Hickenlooper in September. Photo: Bill Clark/CQ-Roll Call Inc. via Getty Images
The Energy Department is doling out $1.3 billion for transmission projects — but lawmakers still see the funding as a drop in the bucket.
Why it matters: The agency is funding three projects with the infrastructure law money — a hefty sum that's still only a fraction of what's needed to decarbonize the grid in the next few decades.
What they're saying: "When we actually pull together the major components of the great transition … it will probably be a couple trillion dollars," Sen. John Hickenlooper told Axios.
- "It's daunting but it's also inspiring," he said.
- Sen. Kevin Cramer told Axios that more transmission is needed. "But we also need more generation, and you can't do one and then the other. You have to have a better plan than what they've demonstrated to this point."
Driving the news: The funding through the Transmission Facilitation Program will go to projects in the Mountain West, Southwest and the Northeast.
- DOE also concurrently released its final Transmission Needs Study.
- To reach the IRA's full potential, the study said, the U.S. would need to double regional transmission capacity and increase interregional capacity fivefold by 2035.
Between the lines: That's an enormous undertaking, and building this stuff takes a long time. The earliest any of these projects will come onto the grid is 2027.
- Take the Southline Transmission Project, proposed to carry renewable power from New Mexico to Arizona.
- The developers say they have all the permits in hand and completed state siting processes in 2017. It'll still be at least four years until the first phase is completed.
- According to DOE's study, it'll account for 14% of the regional transmission needed in the Southwest.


> _Problem statement_:
When you write out the entries, keep every line exactly as it appears.

(Excerpts from a dataset)
──────

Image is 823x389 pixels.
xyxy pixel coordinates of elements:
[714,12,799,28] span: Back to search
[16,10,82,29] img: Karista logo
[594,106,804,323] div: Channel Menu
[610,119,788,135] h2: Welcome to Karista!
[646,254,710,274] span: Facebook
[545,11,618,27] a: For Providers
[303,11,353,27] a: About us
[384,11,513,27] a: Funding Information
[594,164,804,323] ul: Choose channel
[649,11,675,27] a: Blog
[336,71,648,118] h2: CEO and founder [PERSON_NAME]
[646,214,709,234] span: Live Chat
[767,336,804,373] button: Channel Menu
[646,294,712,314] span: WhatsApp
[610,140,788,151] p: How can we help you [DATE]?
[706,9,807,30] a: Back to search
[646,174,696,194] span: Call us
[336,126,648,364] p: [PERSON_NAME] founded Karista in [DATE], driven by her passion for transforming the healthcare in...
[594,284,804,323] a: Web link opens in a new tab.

──────

> _Answer section_:
Image is 823x389 pixels.
xyxy pixel coordinates of elements:
[714,12,799,28] span: Back to search
[16,10,82,29] img: Karista logo
[594,106,804,323] div: Channel Menu
[610,119,788,135] h2: Welcome to Karista!
[646,254,710,274] span: Facebook
[545,11,618,27] a: For Providers
[303,11,353,27] a: About us
[384,11,513,27] a: Funding Information
[594,164,804,323] ul: Choose channel
[649,11,675,27] a: Blog
[336,71,648,118] h2: CEO and founder [PERSON_NAME]
[646,214,709,234] span: Live Chat
[767,336,804,373] button: Channel Menu
[646,294,712,314] span: WhatsApp
[610,140,788,151] p: How can we help you [DATE]?
[706,9,807,30] a: Back to search
[646,174,696,194] span: Call us
[336,126,648,364] p: [PERSON_NAME] founded Karista in [DATE], driven by her passion for transforming the healthcare in...
[594,284,804,323] a: Web link opens in a new tab.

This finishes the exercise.